Home Video Picks & Passes 04.16.17

True stories all get a thumbs-up.

Hidden Figures
Hidden Figures (photo: 20th Century Fox)

Hidden Figures (2016) — PICK

Lion (2016) — PICK

Silence (2016) — PICK


This week many people will be sitting down to one of last year’s big franchise sequels new on Blu-ray: the Star Wars sequel Rogue One and the Harry Potter prequel Fantastic Beasts and Where to Find Them. Alas, both sequels lack the archetypal fairy-tale good-vs.-evil vibe of the original stories — not to mention a protagonist worth caring about. What do I recommend instead? A trio of fact-based films from last year, each with at least some notable religious themes.

By far my favorite of the three, albeit also the most difficult, is Martin Scorsese’s powerful Silence, based on the acclaimed novel by Japanese Catholic Shusaku Endo.

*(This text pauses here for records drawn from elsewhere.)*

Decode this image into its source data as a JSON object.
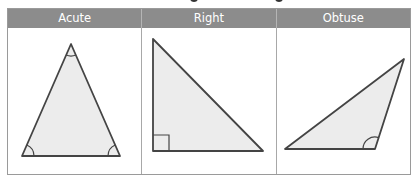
{
  "table": {
    "columns": [
      {
        "label": "Acute",
        "shape": "acute-triangle"
      },
      {
        "label": "Right",
        "shape": "right-triangle"
      },
      {
        "label": "Obtuse",
        "shape": "obtuse-triangle"
      }
    ]
  },
  "colors": {
    "header_bg": "#8c8c8c",
    "header_text": "#ffffff",
    "triangle_fill": "#ececec",
    "triangle_stroke": "#444444",
    "border": "#9a9a9a"
  }
}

Andrew Garfield (Hacksaw Ridge) and Adam Driver (Paterson) star as a pair of dedicated Jesuit missionaries who go to 17th-century Japan looking for their mentor (Liam Neeson).

What they find is a community of hidden Christians suffering under excruciating persecution.

Silence raises tough questions about faith and culture, persecution and fidelity, and what it means to affirm or deny Christ. I’ve written two long essays about it (both available at NCRegister.com and DecentFilms.com), and I’ll continue to ponder it for years to come.

Hidden Figures relates the untold story of black female mathematicians (Taraji P. Henson, Octavia Spencer and Janelle Monáe) at NASA’s segregated Langley Research Center during the 1960s space race. One, Katherine Goble Johnson (Henson), is tapped for an all-white-male research team crunching numbers to put astronaut John Glenn into orbit.

From Catholic director Theodore Melfi (St. Vincent), Hidden Figures tells an important story in an entertaining, if sanitized, way.

Then there’s Lion, starring Dev Patel (The Best Exotic Marigold Hotel) as Saroo Brierley, an Indian-born man who was separated from his home and family at the age of 5 and eventually adopted by an Australian family — but as an adult managed to relocate his home village by scouring Google Maps images for landmarks matching his childhood memories. As with Hidden Figures, critics will find fault, but the true story is its best asset.

 

Caveat Spectator: Hidden Figures: Brief profanity and some cursing; brief sensuality. Older kids and up. Lion: Mature themes; pair of brief nonmarital bedroom scenes (nothing explicit). Teens and up. Silence: Intense scenes of torture and menace, including graphic violence; ambiguous religious themes. Adults.